Combined with the Doppler shift, the proper motion reveals that Leo I orbits the Milky Way at 200 kilometers per second. By comparison, that's nearly as fast as the Sun orbits the Milky Way's center, even though the dwarf galaxy is much farther away. Says Boylan-Kolchin, "To sustain a similar velocity at that far a distance requires a lot of extra mass."
How much mass? In a companion study, Boylan-Kolchin and his colleagues simulate how giant galaxies such as the Milky Way grow by swallowing lesser galaxies, finding that dwarf galaxies moving as fast as Leo I are almost always bound to the giants, which means Leo I is a true satellite. His team then derives a mass for the Milky Way of 1.6 trillion suns. "That's on the high side," Beers comments. "But it's not outrageous."

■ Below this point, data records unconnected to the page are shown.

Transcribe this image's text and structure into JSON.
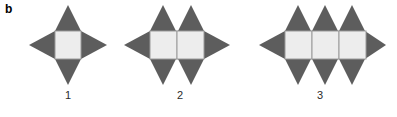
{
  "panel": {
    "label": "b"
  },
  "colors": {
    "background": "#ffffff",
    "spike_fill": "#5d5d5d",
    "spike_fill_light": "#6b6b6b",
    "square_fill": "#ededed",
    "square_stroke": "#9a9a9a",
    "caption_text": "#2b2b2b",
    "label_text": "#000000"
  },
  "figure": {
    "type": "shape-series",
    "items": [
      {
        "id": "shape-1",
        "caption": "1",
        "cells": 1,
        "top_spikes": 1,
        "bottom_spikes": 1,
        "left_spikes": 1,
        "right_spikes": 1,
        "icon": "four-pointed-star-shape"
      },
      {
        "id": "shape-2",
        "caption": "2",
        "cells": 2,
        "top_spikes": 2,
        "bottom_spikes": 2,
        "left_spikes": 1,
        "right_spikes": 1,
        "icon": "six-pointed-star-chain-shape"
      },
      {
        "id": "shape-3",
        "caption": "3",
        "cells": 3,
        "top_spikes": 3,
        "bottom_spikes": 3,
        "left_spikes": 1,
        "right_spikes": 1,
        "icon": "eight-pointed-star-chain-shape"
      }
    ]
  }
}
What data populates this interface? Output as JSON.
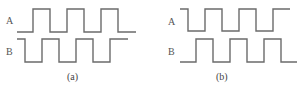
{
  "panels": [
    {
      "caption": "(a)",
      "signals": [
        {
          "label": "A",
          "description": "square wave starting low, rising first",
          "initial_level": "low"
        },
        {
          "label": "B",
          "description": "square wave starting high, falling first",
          "initial_level": "high"
        }
      ],
      "relation": "A leads/lags B by quarter period"
    },
    {
      "caption": "(b)",
      "signals": [
        {
          "label": "A",
          "description": "square wave starting high, falling first",
          "initial_level": "high"
        },
        {
          "label": "B",
          "description": "square wave starting low, rising first",
          "initial_level": "low"
        }
      ],
      "relation": "phase relationship reversed relative to (a)"
    }
  ],
  "colors": {
    "line": "#6b6b6b",
    "text": "#555555",
    "background": "#ffffff"
  }
}
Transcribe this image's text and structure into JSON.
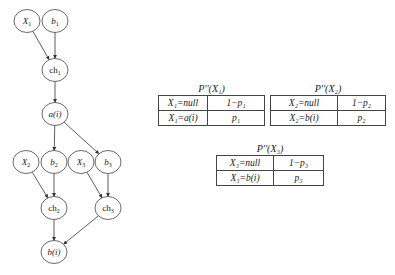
{
  "graph": {
    "nodes": [
      {
        "id": "X1",
        "label": "X",
        "sub": "1",
        "cx": 27,
        "cy": 21,
        "italic": true
      },
      {
        "id": "b1",
        "label": "b",
        "sub": "1",
        "cx": 55,
        "cy": 21,
        "italic": true
      },
      {
        "id": "ch1",
        "label": "ch",
        "sub": "1",
        "cx": 55,
        "cy": 70,
        "italic": false
      },
      {
        "id": "a_i",
        "label": "a(i)",
        "sub": "",
        "cx": 55,
        "cy": 114,
        "italic": true
      },
      {
        "id": "X2",
        "label": "X",
        "sub": "2",
        "cx": 26,
        "cy": 162,
        "italic": true
      },
      {
        "id": "b2",
        "label": "b",
        "sub": "2",
        "cx": 54,
        "cy": 162,
        "italic": true
      },
      {
        "id": "X3",
        "label": "X",
        "sub": "3",
        "cx": 81,
        "cy": 162,
        "italic": true
      },
      {
        "id": "b3",
        "label": "b",
        "sub": "3",
        "cx": 108,
        "cy": 162,
        "italic": true
      },
      {
        "id": "ch2",
        "label": "ch",
        "sub": "2",
        "cx": 54,
        "cy": 208,
        "italic": false
      },
      {
        "id": "ch3",
        "label": "ch",
        "sub": "3",
        "cx": 108,
        "cy": 208,
        "italic": false
      },
      {
        "id": "b_i",
        "label": "b(i)",
        "sub": "",
        "cx": 54,
        "cy": 252,
        "italic": true
      }
    ],
    "edges": [
      [
        "X1",
        "ch1"
      ],
      [
        "b1",
        "ch1"
      ],
      [
        "ch1",
        "a_i"
      ],
      [
        "a_i",
        "b2"
      ],
      [
        "a_i",
        "b3"
      ],
      [
        "X2",
        "ch2"
      ],
      [
        "b2",
        "ch2"
      ],
      [
        "X3",
        "ch3"
      ],
      [
        "b3",
        "ch3"
      ],
      [
        "ch2",
        "b_i"
      ],
      [
        "ch3",
        "b_i"
      ]
    ]
  },
  "tables": [
    {
      "title": "P''(X₁)",
      "rows": [
        [
          "X₁=null",
          "1−p₁"
        ],
        [
          "X₁=a(i)",
          "p₁"
        ]
      ]
    },
    {
      "title": "P''(X₂)",
      "rows": [
        [
          "X₂=null",
          "1−p₂"
        ],
        [
          "X₂=b(i)",
          "p₂"
        ]
      ]
    },
    {
      "title": "P''(X₃)",
      "rows": [
        [
          "X₃=null",
          "1−p₃"
        ],
        [
          "X₃=b(i)",
          "p₃"
        ]
      ]
    }
  ]
}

Boylan-Kolchin says there's a 90 percent chance that the Milky Way is between 1.0 trillion and 2.4 trillion times as massive as the Sun. He hopes Hubble will provide precise proper motions of two other distant satellite galaxies—Leo II and Canes Venatici I—as well as Leo T, a galaxy even farther than Leo I that does not yet orbit the Milky Way but is falling toward it. Then he thinks he can cut the uncertainty in the Milky Way's mass drastically.
Our Galaxy's exact mass has implications throughout the universe. "The Milky Way is the keystone in understanding more distant galaxies," Boylan-Kolchin says. "Therefore, getting a good mass for the Milky Way is very important for modeling the Milky Way and other galaxies."
Lest the new work fill Milky Way residents with excessive pride, Beers says, "We're still number two." Of the several dozen galaxies that populate the Local Group, the largest remains Andromeda, which Beers estimates is at least twice as massive as the Milky Way. Still, most new Local Group stars are made right here in the Milky Way rather than in its larger neighbor.
Ken Croswell is an astronomer and the author of Magnificent Universe and The Lives of Stars.
"Magnificent Universe by Ken Croswell is elegant and eloquent."--Washington Post. See all reviews of Magnificent Universe here.
"A stellar picture of what we know or guess about those distant lights."--Kirkus. See all reviews of The Lives of Stars here.